Annal:2007 Academy Award® for Best Documentary Feature
From AwardAnnals
Results of the Academy Award® in the year 2007. For a ranked list of films, try an honor roll:
An Inconvenient Truth: A Global Warning
- 2007 Oscar-Documentary winner
- Score: 10.57
Director Davis Guggenheim eloquently weaves the science of global warming with Al Gore’s personal history and lifelong commitment to reversing the effects of global climate change in the most talked-about documentary of the year. An audience and critical favorite, An Inconvenient Truth makes the compelling case that global warming is real, man-made, and its effects will be cataclysmic if we don’t act now. Gore presents a wide array of facts and information in a thoughtful and compelling way: often humorous, frequently emotional, always fascinating. In the end, An Inconvenient Truth accomplishes what all great films should: it leaves the viewer shaken, involved and inspired.
Deliver Us from Evil: Innocence and Faith Betrayed
- 2007 Oscar-Documentary nominee
- Score: 6.57
Deliver Us From Evil is the story of Father Oliver O’Grady, the most notorious pedophile in the history of the modern Catholic Church. Completely lacking in moral fiber and devoid of any sense of shame or guilt, O’Grady used his charm and authority to violate dozens of faithful Catholic families across Northern California for more than two decades. His victims ranged from a nine month-old infant to the middle-aged mother of another adolescent victim.
Despite early warning signs and complaints from several parishes, the Church, in an elaborate shell game designed to avoid liability and deflect criticism, lied to parishioners and local law enforcement, while continuing to move O’Grady from parish to parish.
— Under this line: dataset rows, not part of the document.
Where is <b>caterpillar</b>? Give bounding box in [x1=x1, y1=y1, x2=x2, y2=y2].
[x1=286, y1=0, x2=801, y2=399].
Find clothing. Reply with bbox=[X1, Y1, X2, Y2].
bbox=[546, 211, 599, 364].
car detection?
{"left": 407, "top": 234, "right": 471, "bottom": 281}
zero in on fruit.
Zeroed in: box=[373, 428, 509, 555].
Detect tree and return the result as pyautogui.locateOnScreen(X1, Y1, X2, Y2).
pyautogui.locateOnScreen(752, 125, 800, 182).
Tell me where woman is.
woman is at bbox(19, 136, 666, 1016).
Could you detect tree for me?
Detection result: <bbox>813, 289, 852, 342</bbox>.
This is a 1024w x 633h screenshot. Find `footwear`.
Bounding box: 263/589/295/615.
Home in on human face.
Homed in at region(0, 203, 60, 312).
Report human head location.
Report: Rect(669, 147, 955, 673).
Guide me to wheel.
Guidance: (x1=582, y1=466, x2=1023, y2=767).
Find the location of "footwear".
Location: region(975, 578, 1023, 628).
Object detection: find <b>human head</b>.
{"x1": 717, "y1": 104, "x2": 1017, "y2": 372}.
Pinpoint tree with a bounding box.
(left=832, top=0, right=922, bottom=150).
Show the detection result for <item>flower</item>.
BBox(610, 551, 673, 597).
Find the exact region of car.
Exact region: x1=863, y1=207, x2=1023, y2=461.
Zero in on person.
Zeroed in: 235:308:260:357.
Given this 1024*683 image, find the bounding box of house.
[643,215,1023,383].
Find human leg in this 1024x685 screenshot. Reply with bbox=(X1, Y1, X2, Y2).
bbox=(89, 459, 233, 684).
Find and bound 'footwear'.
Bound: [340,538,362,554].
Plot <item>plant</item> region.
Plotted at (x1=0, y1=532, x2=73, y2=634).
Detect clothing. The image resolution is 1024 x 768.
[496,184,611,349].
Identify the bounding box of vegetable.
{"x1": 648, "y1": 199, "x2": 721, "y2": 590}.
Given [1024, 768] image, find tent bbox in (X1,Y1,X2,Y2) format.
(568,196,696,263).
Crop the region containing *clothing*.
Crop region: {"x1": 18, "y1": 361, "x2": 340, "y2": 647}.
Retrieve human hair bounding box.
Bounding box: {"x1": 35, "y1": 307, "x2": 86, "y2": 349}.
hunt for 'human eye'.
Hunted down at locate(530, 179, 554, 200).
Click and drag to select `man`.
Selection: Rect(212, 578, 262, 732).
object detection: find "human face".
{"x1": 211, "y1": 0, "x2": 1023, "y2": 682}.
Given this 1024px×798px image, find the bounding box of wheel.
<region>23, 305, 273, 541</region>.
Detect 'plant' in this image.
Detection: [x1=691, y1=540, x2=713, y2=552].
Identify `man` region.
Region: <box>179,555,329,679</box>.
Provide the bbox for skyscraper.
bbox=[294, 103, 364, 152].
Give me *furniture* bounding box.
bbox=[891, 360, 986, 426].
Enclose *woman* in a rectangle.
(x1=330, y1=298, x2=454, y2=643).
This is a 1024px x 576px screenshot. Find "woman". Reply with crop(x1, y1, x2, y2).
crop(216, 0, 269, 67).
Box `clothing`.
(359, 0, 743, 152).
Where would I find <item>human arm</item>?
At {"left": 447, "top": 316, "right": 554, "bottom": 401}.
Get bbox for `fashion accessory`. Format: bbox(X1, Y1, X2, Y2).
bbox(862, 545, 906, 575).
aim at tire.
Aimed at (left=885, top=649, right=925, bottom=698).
Over the years, O’Grady successfully exploited mothers and fathers in order to get to their children. His penchant for sexual mayhem was as essential to him as breathing, and internal Church documents prove that since 1973, he raped and sodomized with the full knowledge of his Catholic superiors.
Remarkably, Deliver Us From Evil filmmaker Amy Berg tracked down Father…
- 2007 Oscar-Documentary nominee
- Score: 6.57
Iraq In Fragments illuminates post‐war Iraq in three acts, building a vivid picture of a country pulled in different directions by religion and ethnicity. Filmed in verité style, with no scripted narration, the film powerfully explores the lives of ordinary Iraqis: people whose thoughts, beliefs, aspirations, and concerns are at once personal and illustrative of larger issues in Iraq today.
Part One follows Mohammed Haithem, an 11 ‐year ‐old auto mechanic in the mixed Sheik Omar neighborhood in the heart of old Baghdad. With his father missing, Mohammed idolizes his domineering boss, working feverishly for approval and affection. Several years behind in school and waylaid by war’s intervention, he’s torn between education and apprenticeship. Through Mohammed’s eyes we see a growing disenchantment with the U.S.‐led occupation, well as tensions between Shia and Sunni Iraqis. Shown in ed’s Baghdad is a city caught between an idealized past, a dangerous present, and an uncertain future.
Part Two is filmed inside the Shiite political/religious movement of Moqtada…
Jesus Camp: America is Being Born Again
- 2007 Oscar-Documentary nominee
- Score: 6.57
Jesus Camp, directed by Heidi Ewing and Rachel Grady (The Boys of Baraka), follows Levi, Rachael, and Tory, to Pastor Becky Fischer's “Kids on Fire” summer camp in Devil's Lake, North Dakota, where kids as young as 6 years-old are taught to become dedicated Christian soldiers in “God’s army.”
The film follows these children at camp as they hone their “prophetic gifts” and are schooled in how to “take back America for Christ.” It is a first-ever look into an intense training ground that recruits born-again Christian children to become an active part of America’s political future. The film also features a counterpoint, in the form of excerpts from Michael Papantonio’s “Ring of Fire” show on NPR’s Air America. Though he frequently takes aim at the fundamentalist Christian movement, Papantonio is an active Methodist who admits that his moral compass comes from his faith.
- 2007 Oscar-Documentary nominee
- Score: 6.57
Working alone in Iraq over eight months, American filmmaker Laura Poitras follows Iraqi physician Dr. Riyadhfather of six and Sunni political candidate—for an unforgettable journey into the heart of war-ravaged Iraq in the months leading up to the January 2005 elections. An outspoken critic of the occupation, Dr. Riyadh is equally passionate about building democracy in Iraq. Yet all around him, he sees only chaos, as his waiting room fills each day with patients suffering the physical and mental effects of ever-increasing violence. Dramatically interwoven into his personal journey is the landscape of U.S. military occupation, Australian private security contractors, and the U.N. officials who orchestrated the elections. Luminously photographed and emotionally complex, My Country, My Country captures the downward spiral of one man caught in the tragic contradictions of the U.S. occupation of Iraq and its project to spread democracy in the Middle East.